■ **WHAT YOU WILL DO**
Although the records contain pictures, print none of them; print exactly the lines from the one with "Find the location of a particular element." through the last line.

_ _ _ _ _

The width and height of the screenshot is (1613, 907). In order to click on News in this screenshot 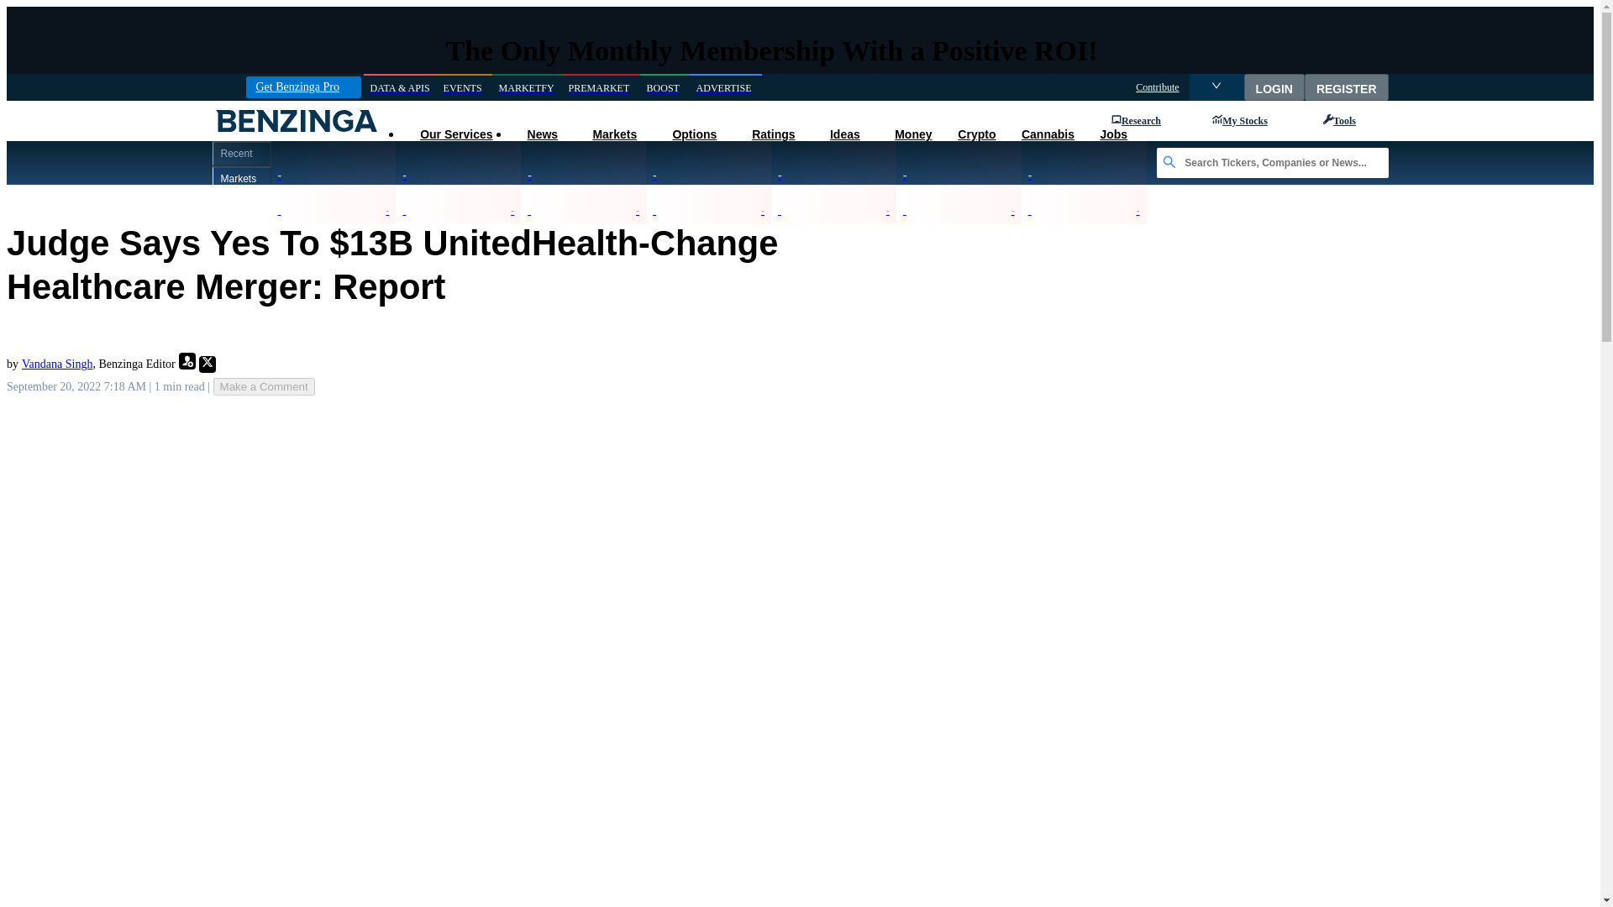, I will do `click(541, 134)`.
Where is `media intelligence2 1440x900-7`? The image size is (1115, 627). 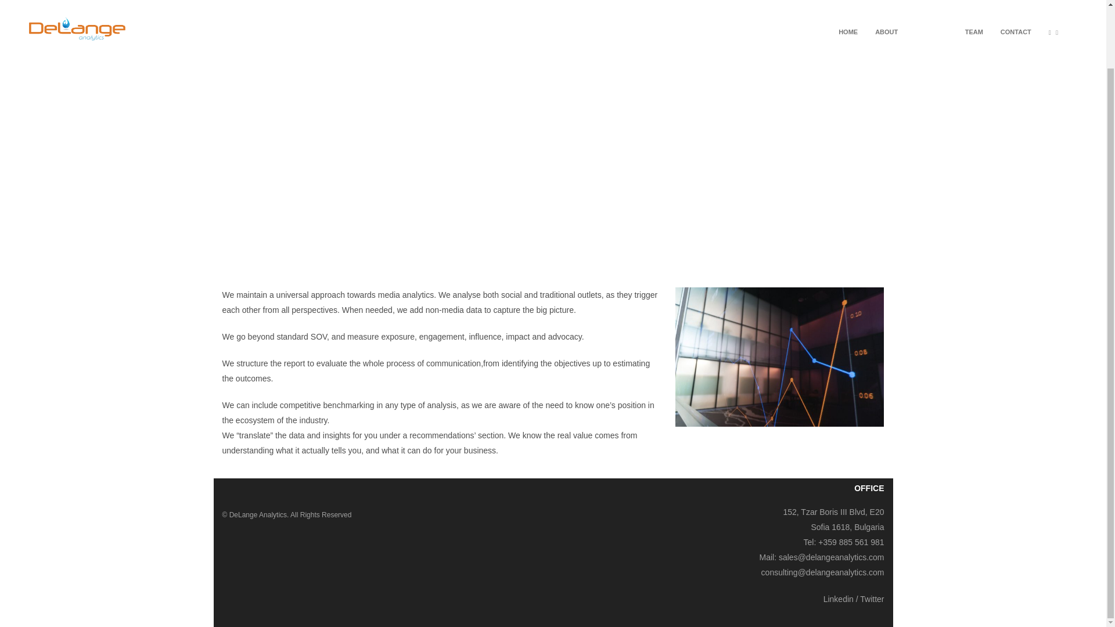 media intelligence2 1440x900-7 is located at coordinates (779, 356).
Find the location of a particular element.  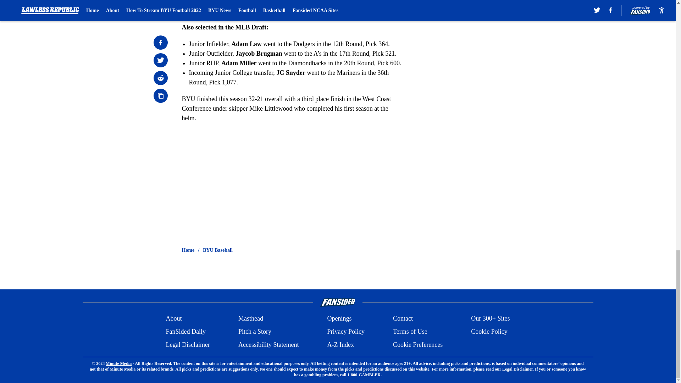

Minute Media is located at coordinates (119, 363).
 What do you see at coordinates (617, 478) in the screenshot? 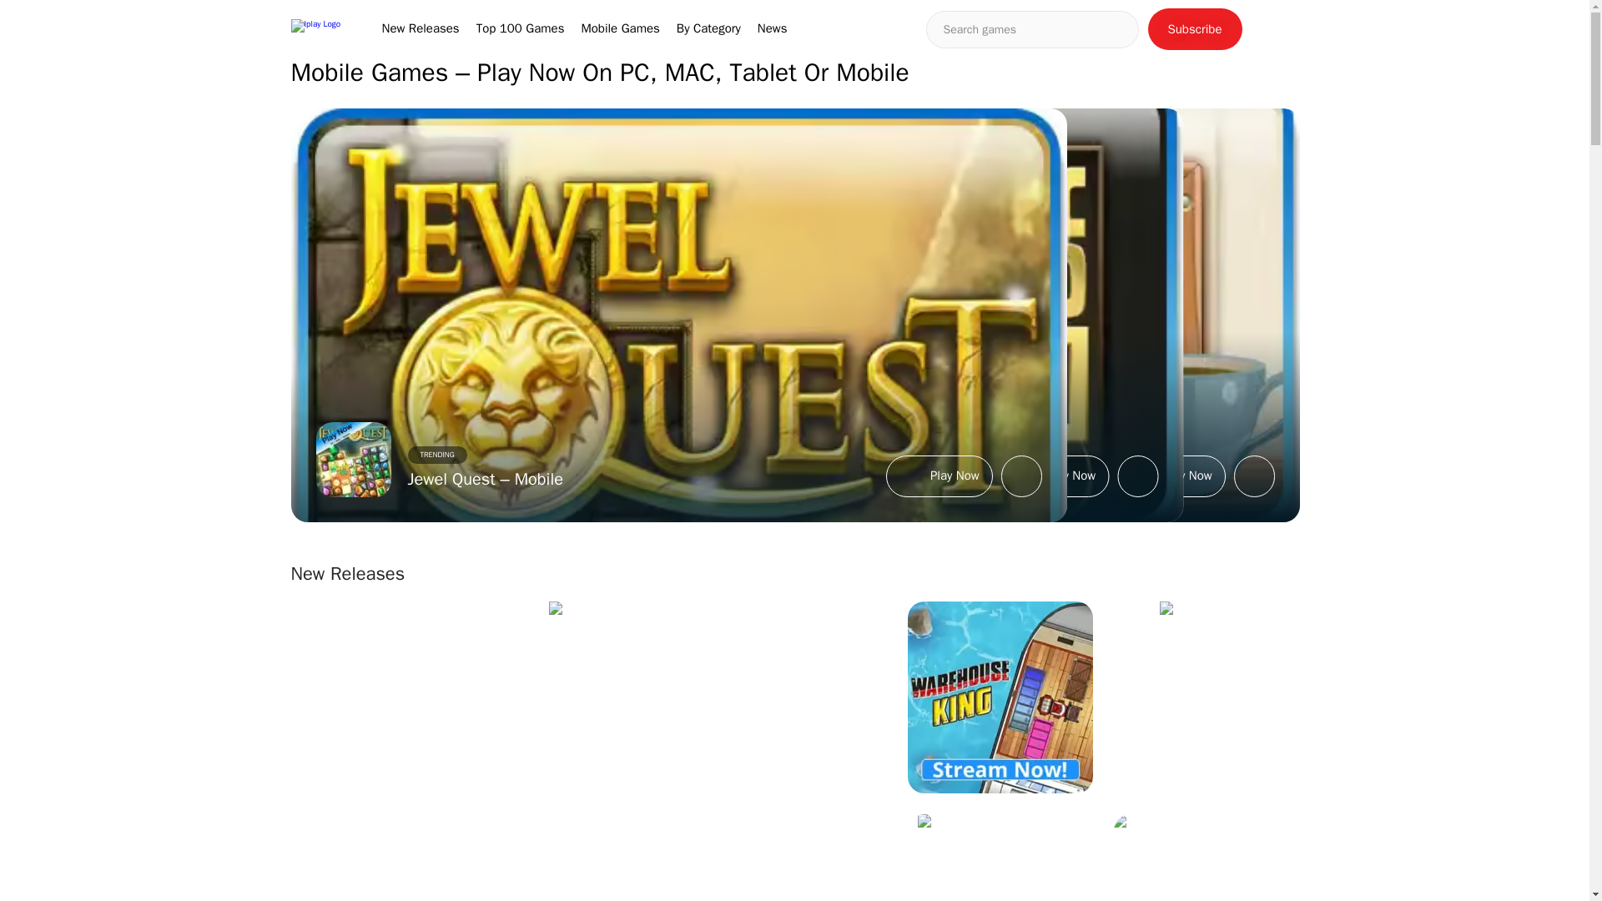
I see `Deal or No Deal for Prizes` at bounding box center [617, 478].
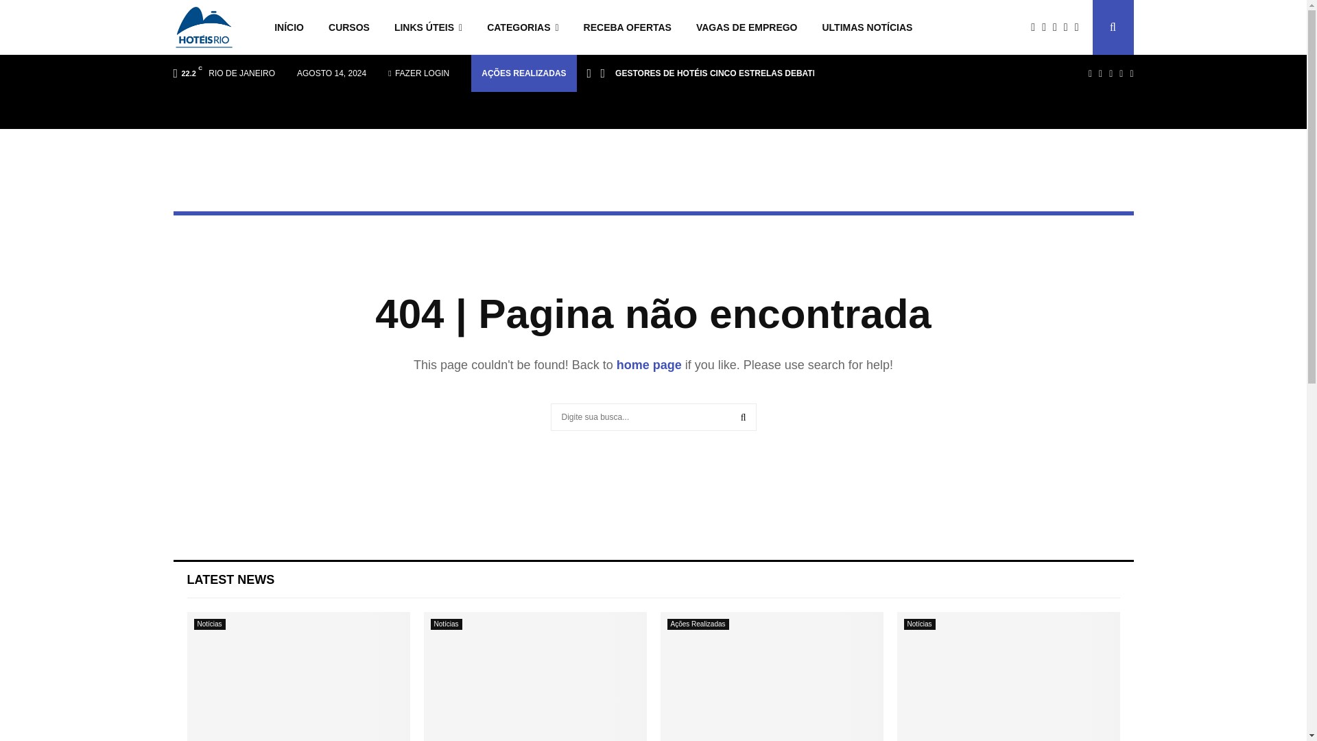  What do you see at coordinates (627, 27) in the screenshot?
I see `RECEBA OFERTAS` at bounding box center [627, 27].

_ _ _ _ _

■ **YOUR SOLUTION**
Find the location of a particular element.  

Minute Media is located at coordinates (119, 363).
 What do you see at coordinates (617, 478) in the screenshot? 
I see `Deal or No Deal for Prizes` at bounding box center [617, 478].
  What do you see at coordinates (627, 27) in the screenshot?
I see `RECEBA OFERTAS` at bounding box center [627, 27].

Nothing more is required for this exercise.